“And you think you are? Everything’s black and white with you. Good guys, bad guys. But Thea’s not?—”
“Not what? Not responsible? Those were her nanobots, yes? The ones that took down the Io’s crew?” His voice dropped lower. “The ones that could kill us all?”
Rose dug her nails into her palms. “You don’t know her. You don’t know what she’s been through.”
“No,” he agreed, surprising her. “But I know what we’re going through right now.” He gestured toward the med bay doors ahead. “And I know what those poor fuckers in the biome went through. What they are still going through.”
They walked in tense silence for several steps.
“I may be an asshole, but I’m an asshole who keeps his people alive. That includes you now, whether or not either of us likes it.” The emergency lighting carved harsh shadows across his face, highlighting old scars she hadn’t noticed before. Whatever else he was, this man had survived things that should have killed him.
“Was that almost an olive branch?” She studied his profile, looking for a crack in his armor.
“Don’t push it.” But there was less heat in his voice. They’d reached the med bay doors. “Just…whatever she says in there, remember which side you’re on.”
Rose pulled the photograph from her chest pocket, the one she’d been carrying since she found it in Thea’s room. She smoothed her fingers across her sister’s smiling face.

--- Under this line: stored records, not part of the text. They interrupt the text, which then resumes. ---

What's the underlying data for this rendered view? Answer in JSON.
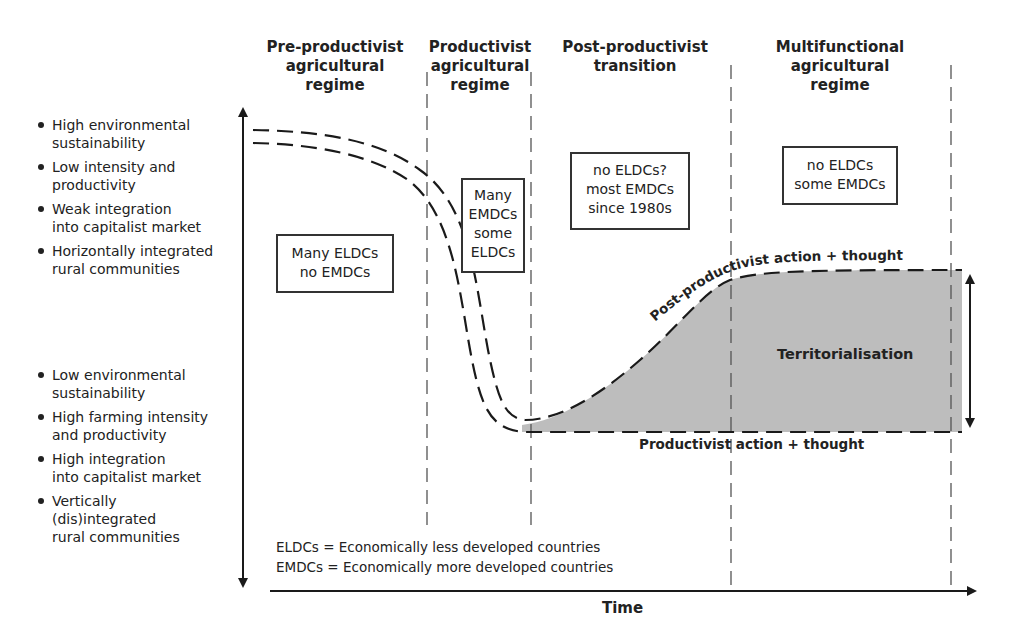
{
  "phases": [
    {
      "id": "pre-productivist",
      "label_lines": [
        "Pre-productivist",
        "agricultural",
        "regime"
      ]
    },
    {
      "id": "productivist",
      "label_lines": [
        "Productivist",
        "agricultural",
        "regime"
      ]
    },
    {
      "id": "post-productivist",
      "label_lines": [
        "Post-productivist",
        "transition"
      ]
    },
    {
      "id": "multifunctional",
      "label_lines": [
        "Multifunctional",
        "agricultural",
        "regime"
      ]
    }
  ],
  "y_axis": {
    "top_characteristics": [
      "High environmental sustainability",
      "Low intensity and productivity",
      "Weak integration into capitalist market",
      "Horizontally integrated rural communities"
    ],
    "top_lines": [
      [
        "High environmental",
        "sustainability"
      ],
      [
        "Low intensity and",
        "productivity"
      ],
      [
        "Weak integration",
        "into capitalist market"
      ],
      [
        "Horizontally integrated",
        "rural communities"
      ]
    ],
    "bottom_characteristics": [
      "Low environmental sustainability",
      "High farming intensity and productivity",
      "High integration into capitalist market",
      "Vertically (dis)integrated rural communities"
    ],
    "bottom_lines": [
      [
        "Low environmental",
        "sustainability"
      ],
      [
        "High farming intensity",
        "and productivity"
      ],
      [
        "High integration",
        "into capitalist market"
      ],
      [
        "Vertically",
        "(dis)integrated",
        "rural communities"
      ]
    ]
  },
  "x_axis": {
    "label": "Time"
  },
  "boxes": [
    {
      "phase": "pre-productivist",
      "lines": [
        "Many ELDCs",
        "no EMDCs"
      ]
    },
    {
      "phase": "productivist",
      "lines": [
        "Many",
        "EMDCs",
        "some",
        "ELDCs"
      ]
    },
    {
      "phase": "post-productivist",
      "lines": [
        "no ELDCs?",
        "most EMDCs",
        "since 1980s"
      ]
    },
    {
      "phase": "multifunctional",
      "lines": [
        "no ELDCs",
        "some EMDCs"
      ]
    }
  ],
  "curve_labels": {
    "upper": "Post-productivist action + thought",
    "lower": "Productivist action + thought",
    "area": "Territorialisation"
  },
  "legend": [
    {
      "abbr": "ELDCs",
      "sep": " = ",
      "meaning": "Economically less developed countries"
    },
    {
      "abbr": "EMDCs",
      "sep": " = ",
      "meaning": "Economically more developed countries"
    }
  ],
  "colors": {
    "line": "#1a1a1a",
    "fill": "#b8b8b8",
    "divider": "#555555"
  }
}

For the first time since this began, she wasn’t entirely sure what side that was.
33
Roseblinked as she entered the med bay. The harsh fluorescent strips cast an institutional glare across the space, a harsh contrast to the dim emergency lighting permeating the habitat corridors. Duke was attending to one of the Io’s crew, a middle-aged man whose skin had taken on a waxen yellow hue. But his eyes were open.
Rose’s heart leaped. “They’re waking up?”
Duke straightened, pulling the stethoscope from his ears, a groove deepening between his eyes. “They are but…”
He turned to the man lying in the bed, whose hands lay limp on the bedsheet. “Please excuse us.”
Duke tugged a thin curtain on rings around the bed.
Rose was grateful when he motioned them to the far side of the room, where they could talk in some semblance of privacy.
“They’re awake, but there’s damage.” Duke’s voice dropped, professional calm warring with concern. “I’ve got them all sedated. They all woke up around the same time and, for a moment, it was a bit hairy. Pressure of speech,irrational behavior, extreme irritability. The symptoms are all indicative of frontal brain damage, although none of them has suffered any brain injury.”
Rose’s fingers balled into fists. Her sister’s research had done this.
“I haven’t come across this before, but my team has.” Duke rubbed the skin between his eyes. “When the Ceto cyanobacteria was first discovered.”
“Fuck yes. The Ceto habitat.” Luca bounced from foot to foot, his mouth thinning to an imperceptible line. “Some of the crew went batshit crazy. Killed our commanding officer, Chief Hayne.”
“God, Luca I’m sorry I didn’t know?—”
Luca paid her scant attention. “The Io crew. They’re infected?”
“We’ll know more once we get them to the surface. The sooner the better.” Duke waved at the limited equipment around them, his frustration clear. “The facilities here are for emergencies, not in-depth investigation. And this?” He glanced at the curtained beds. “This definitely needs an in-depth medical investigation.”
“We need answers from my sister,” Rose said, her throat hurting.
Luca’s smile didn’t reach his eyes. “Finally, we agree on something.”
“How is she?”
Duke glanced over Rose’s shoulder to the furthermost curtained bed on the far side of the room. “It’s hard to assess. She’s not cooperating.” He pinched the bridge of his nose. “She’s pissed off, but it’s different from the others. If I had to take a guess, I’d say she’s not infected.”
Not infected.
“Well, what a surprise,” Luca muttered under his breath. The hum of medical equipment almost masked his words, but not the acid in them.